The Punchestown Festival – Annie's Final Swansong?
It's the final week of this season's highly competitive and intriguing national hunt jump season and it couldn’t be a better crescendo to a season filled with many ups and downs. A man who has had to endure everything horse racing could throw at him this year is Willie Mullins, who despite almost everything going wrong still has an outside squeak at retaining his coveted trainers title. However, the fly in the ointment is that of Gordon Elliot who narrowly defeated Mullins to the Cheltenham trainer's title and a similar result here does seem likely come the end of this week's Punchestown festival.
For any other trainer, a deficit of just over £400,000 of prize money would be a forlorn hope to try and catch. Yet it will not stop Mullins from trying. The Closutton handler is looking to fire many bullets at the Punchestown festival, most notably a potential return for star mare Annie Power. Great is a word that can be used too frequently in many passages of sport but when thinking of Annie Power, you'd find it hard to find a more accurate adjective. The big question is though, if she runs, will this be Annie's last time on the course. The injury prone mare has recently been announced as in foal to Derby winner Camelot which must put into question her future on the track she has always graced. If they can get Annie back one last time, we pray that she can sign off in the way that only she knows how, by winning.
One of the most exciting clashes of the meeting occurs in just the second race of the first day when the still unexposed Melon faces off against the quirky but highly talented Labaik. The major question is whether the latter will even consent to run and therefore preference must lay with Melon. Personally, I wouldn't be surprised to see a return to form for the smart grey Bunk Off Early in this encounter either. This race alongside the clash between Ryanair winner Un De Sceaux and Melling Chase victor Fox Norton are just
some of the mouth watering clashes available throughout the week.

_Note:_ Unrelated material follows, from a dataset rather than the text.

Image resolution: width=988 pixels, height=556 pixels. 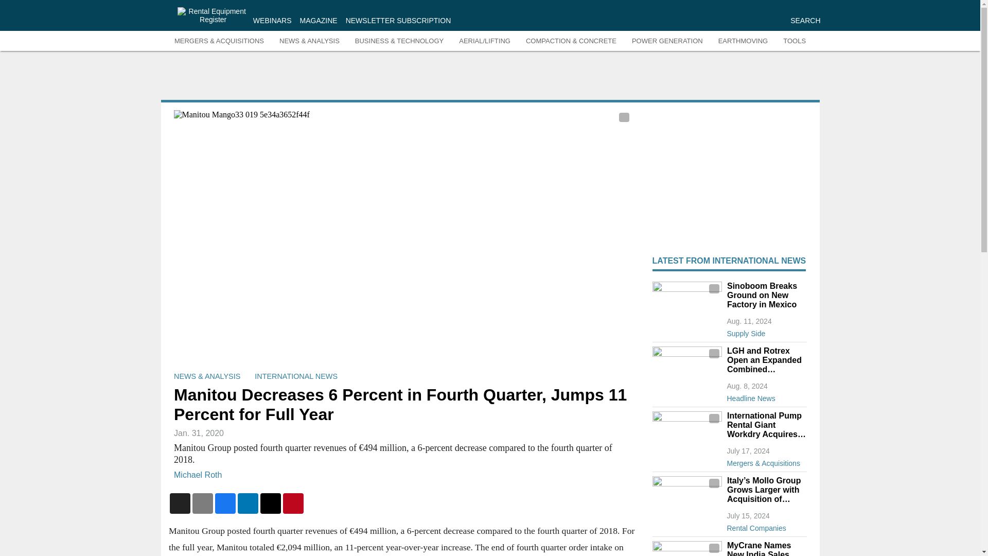 What do you see at coordinates (296, 376) in the screenshot?
I see `INTERNATIONAL NEWS` at bounding box center [296, 376].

Despite the undeniable tension of the Mullins/Elliot rivalry, it is the matchup between Gold Cup winners Sizing John and Coneygree which is
likely to whet the appetite. In a race which contains some of Ireland and England's most established staying chasers, the answer to the victor of this race is easier debated rather than found. My preference must side with this year's Gold Cup form and therefore I feel that the improving second season chaser Sizing John has the measure of this contest. In fact, I still feel his biggest threat lies at the feet of Djakadam who would have more than likely secured his third consecutive Gold Cup second if not all but coming to grief at the second last at Cheltenham.
Clashes aside, matchups aside, it should be a great ending to what has been
an interesting and difficult season for some. My heart still goes out to some of the great horses we've lost this season including Vautour, Many Clouds and Reve de Sivola to name a few. Horse racing is a game where no victory comes without sacrifice, it's the toughest element to the game but also the most engrossing. God bless for a happy and healthy Punchestown festival for all involved and for Annie Power especially, do me proud.